Monday, February 05, 2007

Is there a role for the IMF?

It's not just Martin Hutchinson who looks at the IMF's report on financing its running costs and sees a picture of obsolescence. The Economist, too, is getting in on the act:

Mr Crockett's team wants the fund to fund itself by building an endowment it could live off forever. But if this goes on, the IMF will have to answer the question: should it live forever? If borrowers won't take its tainted lucre, and financial crises remain so scarce on the ground (admittedly two GIGANTIC if's), then the calls for the IMF to dissolve itself and return the money to its national shareholders—a position formerly the province of the lunatic left and reactionary right—will start to sound a lot more reasonable.

It's probably worth pointing out that none of the IMF's shareholders really need the money: Brazil and Saudi Arabia don't need more foreign reserves, and Italy and the USA aren't going to pay down much in the way of debt if they get their IMF quotas back. Much better that the money stay in Washington, just in case: no one thinks that there will be no more global monetary crises, ever.

What's needed is a way of bringing the Fund out of the red – and the Crockett report comes up with exactly such a way. Sell the gold, which is doing no good sitting in vaults, and buy income-producing bonds which can be used to pay economists to do crucial-if-boring things such as the generation of reliable and internationally comparable macroeconomic statistics. The Economist, of all publications, should like that idea!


_Task brief_: An unchanged copy of all the lines below is expected, and it should contain no pictures.
━━━ Data to process ━━━
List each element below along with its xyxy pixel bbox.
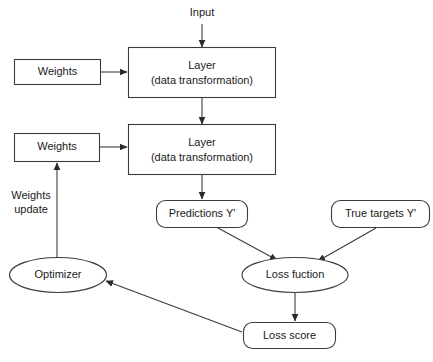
node-loss-function-label: Loss fuction (266, 268, 325, 280)
node-weights-top-label: Weights (38, 65, 78, 77)
node-layer-top-label-line1: Layer (188, 59, 216, 71)
node-layer-bottom-label-line1: Layer (188, 136, 216, 148)
node-true-targets-label: True targets Y' (345, 207, 416, 219)
node-predictions[interactable]: Predictions Y' (157, 201, 248, 228)
node-weights-update-label: Weights update (11, 189, 51, 215)
node-layer-bottom-label-line2: (data transformation) (151, 151, 253, 163)
node-layer-bottom[interactable]: Layer (data transformation) (129, 125, 276, 175)
node-predictions-label: Predictions Y' (169, 207, 236, 219)
edge-loss-score-to-optimizer (106, 281, 242, 332)
node-input-label: Input (190, 6, 214, 18)
node-true-targets[interactable]: True targets Y' (332, 201, 430, 228)
node-loss-score-label: Loss score (263, 329, 316, 341)
node-weights-bottom-label: Weights (37, 140, 77, 152)
node-optimizer-label: Optimizer (34, 268, 81, 280)
edge-true-targets-to-loss-function (318, 228, 376, 261)
node-weights-top[interactable]: Weights (15, 60, 101, 85)
node-input: Input (190, 6, 214, 18)
node-optimizer[interactable]: Optimizer (10, 258, 107, 293)
node-layer-top-label-line2: (data transformation) (151, 74, 253, 86)
diagram-canvas: Input Weights Layer (data transformation… (0, 0, 433, 362)
node-loss-function[interactable]: Loss fuction (242, 258, 348, 293)
node-loss-score[interactable]: Loss score (244, 323, 336, 349)
node-weights-bottom[interactable]: Weights (15, 134, 100, 162)
network-training-loop-diagram: Input Weights Layer (data transformation… (0, 0, 433, 362)
weights-update-label-line1: Weights (11, 189, 51, 201)
weights-update-label-line2: update (14, 203, 48, 215)
node-layer-top[interactable]: Layer (data transformation) (129, 48, 276, 98)
edge-predictions-to-loss-function (218, 228, 277, 260)
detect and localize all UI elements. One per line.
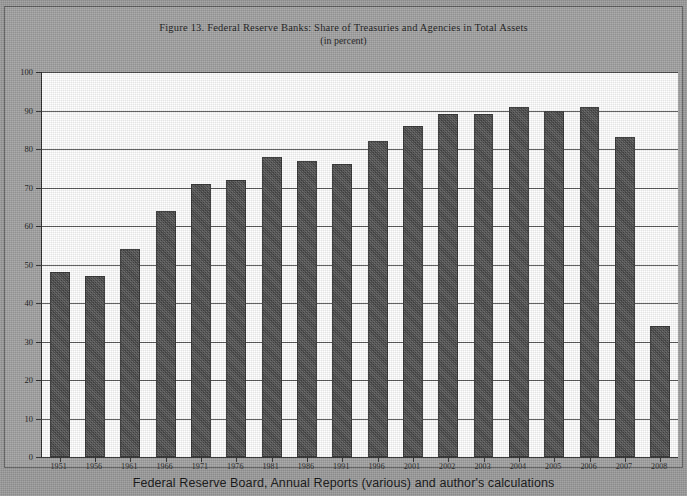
━━━
_Expected answer_:
List each element below along with its xyxy pixel bbox.
node-loss-function-label: Loss fuction (266, 268, 325, 280)
node-weights-top-label: Weights (38, 65, 78, 77)
node-layer-top-label-line1: Layer (188, 59, 216, 71)
node-layer-bottom-label-line1: Layer (188, 136, 216, 148)
node-true-targets-label: True targets Y' (345, 207, 416, 219)
node-predictions[interactable]: Predictions Y' (157, 201, 248, 228)
node-weights-update-label: Weights update (11, 189, 51, 215)
node-layer-bottom-label-line2: (data transformation) (151, 151, 253, 163)
node-layer-bottom[interactable]: Layer (data transformation) (129, 125, 276, 175)
node-predictions-label: Predictions Y' (169, 207, 236, 219)
edge-loss-score-to-optimizer (106, 281, 242, 332)
node-input-label: Input (190, 6, 214, 18)
node-true-targets[interactable]: True targets Y' (332, 201, 430, 228)
node-loss-score-label: Loss score (263, 329, 316, 341)
node-weights-bottom-label: Weights (37, 140, 77, 152)
node-optimizer-label: Optimizer (34, 268, 81, 280)
edge-true-targets-to-loss-function (318, 228, 376, 261)
node-weights-top[interactable]: Weights (15, 60, 101, 85)
node-input: Input (190, 6, 214, 18)
node-optimizer[interactable]: Optimizer (10, 258, 107, 293)
node-layer-top-label-line2: (data transformation) (151, 74, 253, 86)
diagram-canvas: Input Weights Layer (data transformation… (0, 0, 433, 362)
node-loss-function[interactable]: Loss fuction (242, 258, 348, 293)
node-loss-score[interactable]: Loss score (244, 323, 336, 349)
node-weights-bottom[interactable]: Weights (15, 134, 100, 162)
network-training-loop-diagram: Input Weights Layer (data transformation… (0, 0, 433, 362)
weights-update-label-line1: Weights (11, 189, 51, 201)
weights-update-label-line2: update (14, 203, 48, 215)
node-layer-top[interactable]: Layer (data transformation) (129, 48, 276, 98)
edge-predictions-to-loss-function (218, 228, 277, 260)
detect and localize all UI elements. One per line.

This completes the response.